How to set a string to all lowercase

user2450044 picture user2450044 · Jun 4, 2013 · Viewed 26k times · Source

I have a char foo[SIZE]; //(string)

and have inputed it correctly using %s (as in it printfs the correct input), but now want to set it to lowercase. So I tried using

 if (isupper(*foo)) 
   *foo=tolower(*foo); 

ie when I do:

printf("%s" foo); //I get the same text with upper case

The text does not seem to change. Thank you.

Answer

Jerry Coffin picture Jerry Coffin · Jun 4, 2013

foo isn't a pointer, so you don't want to use it as one. You also don't have to check whether a character is an upper-case letter before using tolower -- it converts upper to lower case, and leaves other characters unchanged. You probably want something like:

for (i=0; foo[i]; i++)
    foo[i] = tolower((unsigned char)foo[i]);

Note that when you call tolower (and toupper, isalpha, etc.) you really need to cast your input to unsigned char. Otherwise, many (most?) characters outside the basic English/ASCII character set will frequently lead to undefined behavior (e.g., in a typical case, most accented characters will show up as negative numbers).

As an aside, when you're reading the string, you don't want to use scanf with %s -- you always want to specify the string length, something like: scanf("%19s", foo);, assuming SIZE == 20 (i.e., you want to specify one less than the size. Alternatively, you could use fgets, like fgets(foo, 20, infile);. Note that with fgets, you specify the size of the buffer, not one less like you do with scanf (and company like fscanf).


▶ **Task objective**: Please repeat every record below exactly as written, but leave out the pictures.

-------- Entries shown --------

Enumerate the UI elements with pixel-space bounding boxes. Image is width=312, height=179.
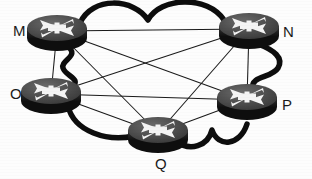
- node-label-n: N: [283, 24, 294, 39]
- node-label-m: M: [13, 23, 26, 38]
- router-icon-m[interactable]: [27, 15, 87, 51]
- thick-link-o-q: [68, 106, 134, 138]
- node-label-p: P: [282, 97, 292, 112]
- thick-link-n-p: [253, 44, 280, 88]
- router-icon-o[interactable]: [21, 78, 81, 114]
- router-icon-n[interactable]: [219, 13, 279, 49]
- thick-link-m-n: [80, 2, 224, 23]
- network-topology-canvas: [0, 0, 312, 179]
- node-label-o: O: [10, 86, 22, 101]
- router-icon-p[interactable]: [217, 84, 277, 120]
- router-icon-q[interactable]: [128, 117, 188, 153]
- node-label-q: Q: [155, 156, 167, 171]
- network-diagram: M N O P Q: [0, 0, 312, 179]
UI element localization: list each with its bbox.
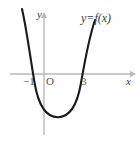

--------

▶ **Response to this task**:
Enumerate the UI elements with pixel-space bounding boxes. Image is width=312, height=179.
- node-label-n: N: [283, 24, 294, 39]
- node-label-m: M: [13, 23, 26, 38]
- router-icon-m[interactable]: [27, 15, 87, 51]
- thick-link-o-q: [68, 106, 134, 138]
- node-label-p: P: [282, 97, 292, 112]
- thick-link-n-p: [253, 44, 280, 88]
- router-icon-o[interactable]: [21, 78, 81, 114]
- router-icon-n[interactable]: [219, 13, 279, 49]
- thick-link-m-n: [80, 2, 224, 23]
- network-topology-canvas: [0, 0, 312, 179]
- node-label-o: O: [10, 86, 22, 101]
- router-icon-p[interactable]: [217, 84, 277, 120]
- router-icon-q[interactable]: [128, 117, 188, 153]
- node-label-q: Q: [155, 156, 167, 171]
- network-diagram: M N O P Q: [0, 0, 312, 179]
UI element localization: list each with its bbox.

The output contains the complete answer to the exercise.